There’s a maxim in politics – all right, I just made it up – that when you try to be cute, it backfires. And governments never learn this. They’re like Charlie Brown with Lucy holding the football – it’s obvious from the start the ball’s going to be pulled away and you’ll fall on your ass. From my own cabinet experience I remember countless incidents when we thought we could polish a story and slide it past the opposition and media. Every time we’d get caught out and the matter was made worse – much worse.

Let’s look at three instances where the NDP were too cute by half.

When the Carrier decision came down in August 1999 it was devastating. Former Premier Harcourt, two senior ministers and a senior deputy were scathingly dealt with by the trial judge who made the unusual award of punitive damages to punish the government for egregiously contumacious behaviour. The Attorney-General of the day, Ujjal Dosanjh, apparently without reading the case (although he later said he had which story was amended to say he’s read highlights) recommended an appeal.

Now it’s not rocket science to conclude that this appeal had a hell of a lot more to do with politics than law. The trick was to keep the matter before the courts for the next election thus off the campaign trail.

But then Mr Dosanjh screwed up. Instead of calling an election right after he was made premier a year ago, he dithered. Suddenly the Carrier appeal was about to be heard. But, not to worry – the appeal would probably take six months.

Then, whammo! The government suddenly found some 46 boxes of documents they’d overlooked disclosing to the plaintiffs and they had to abandon the appeal. Now what?

Of course. Have an Inquiry just like Glen Clark did with the Nanaimo Commonwealth Holdings case thus keeping it from being an election issue. That’ll fool ‘em! And who better than to do the inquiry than former Chief Justice Bryan Williams? Let’s announce him!

Thanks to good spade work by the Province’s Mike Smyth it turned out that Mr Williams had once acted for at least one of the Indian Bands involved in the case.
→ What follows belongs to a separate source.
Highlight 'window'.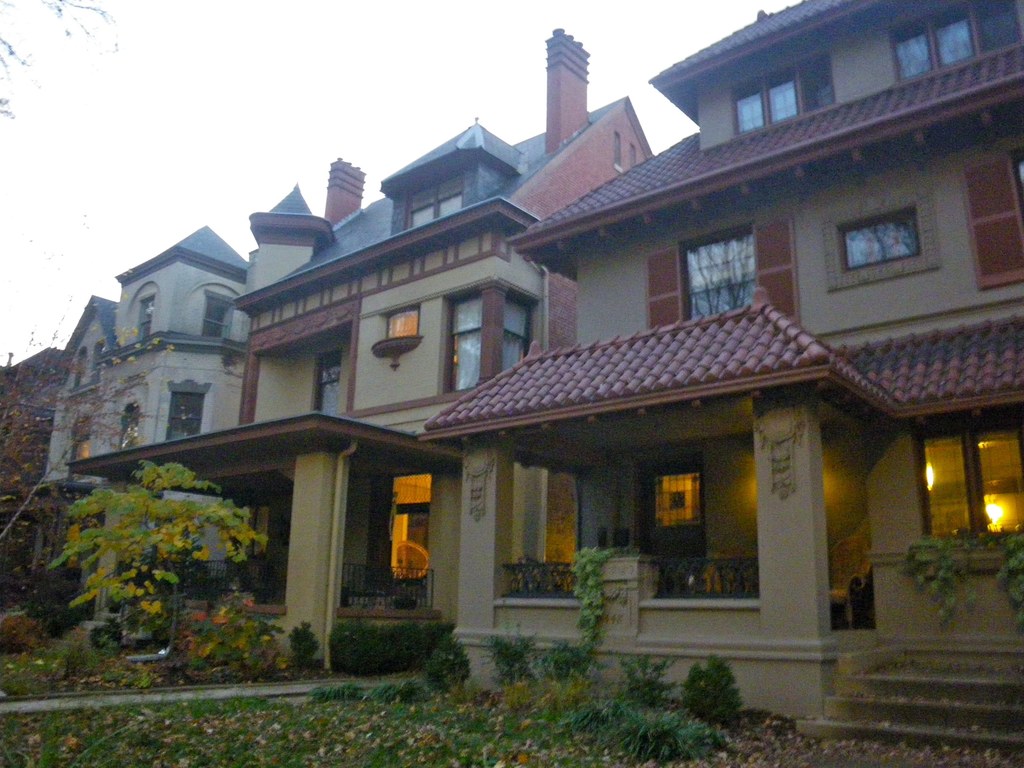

Moreover, it was common knowledge that he had been not so gently eased out of office by his fellow judges making it just a tad awkward for him to be seen as judging one them. Mr Williams, out of town when the premier had made his announcement, came back and promptly stated that he had not agreed to sit, leaving Ujjal Dosanjh to stammer that maybe Mike Smyth was right after all.

Not content with this, Mr Dosanjh thought it would be great sport to bring in, with 13 days notice to the entire business community, a wage parity bill granting equal pay to work of equal value and tart it up as simply an effort to give women equality in the marketplace. Surely no one would notice that the NDP, so enamoured of this idea in the dying days of their administration, had not in nine years brought this benefit to the public sector – that this was, far from being a little wage equality package, a hugely complex and controversial notion which, if implemented, would cost bundles of money. The Liberals, after a few stumbling steps at the start, are now preparing to endorse the notion in principle, thus taking the wind from the NDP’s tattered sails, then letting the public learn just what a complicated and expensive this exercise could become.
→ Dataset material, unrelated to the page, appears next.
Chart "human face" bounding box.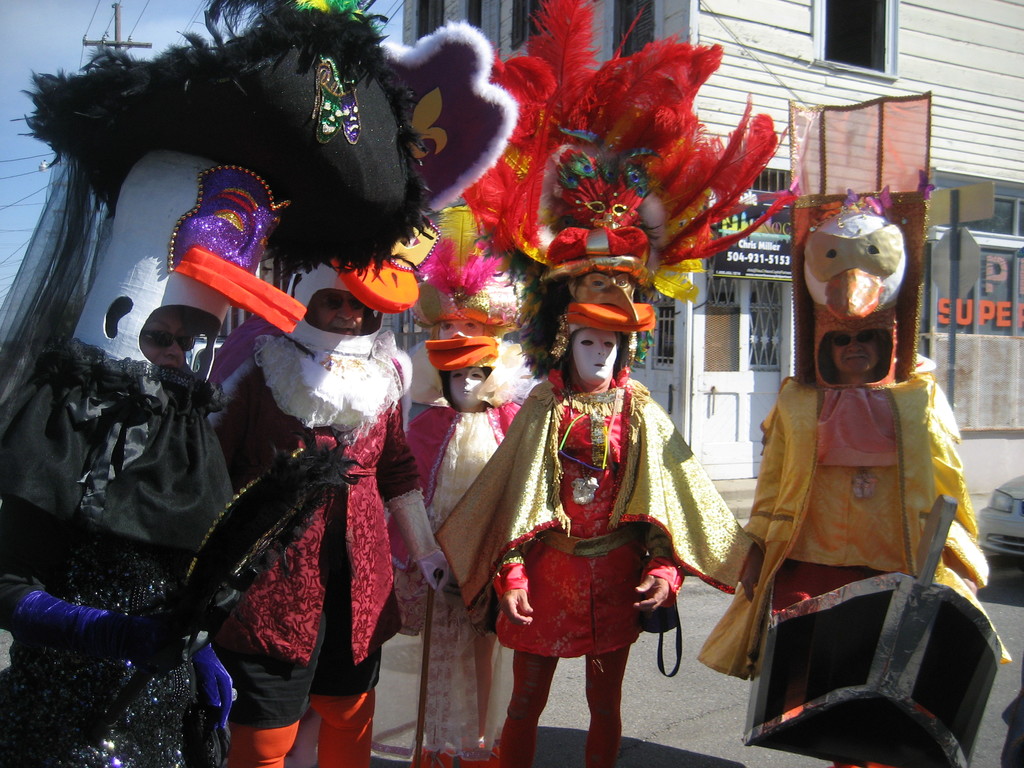
Charted: crop(828, 328, 883, 377).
But, aha! There’s more, says Ujjal Dosanjh. Let’s solidify the women’s vote with a new law to give greater protection to women wanting abortions. That’ll sow lovely seeds of dissension in the Liberal ranks where we know, says NDP minister Joan Smallwood, there are 13 strong prolifers who’ll split their party on the issue. Trouble is, those 13 Liberals are nowhere to be found. Besides, Gordon Campbell need only declare two things – first, that a Liberal government would not interfere with the abortion laws as they stand and second, there’ll be a free vote so that the party can be seen by pro-choicers as being on their side - and by pro-lifers as a party within which there is some hope their cause will be heard.

Three times Premier Charlie Brown kicked at the football and three times he wound up, unceremoniously, on his prat.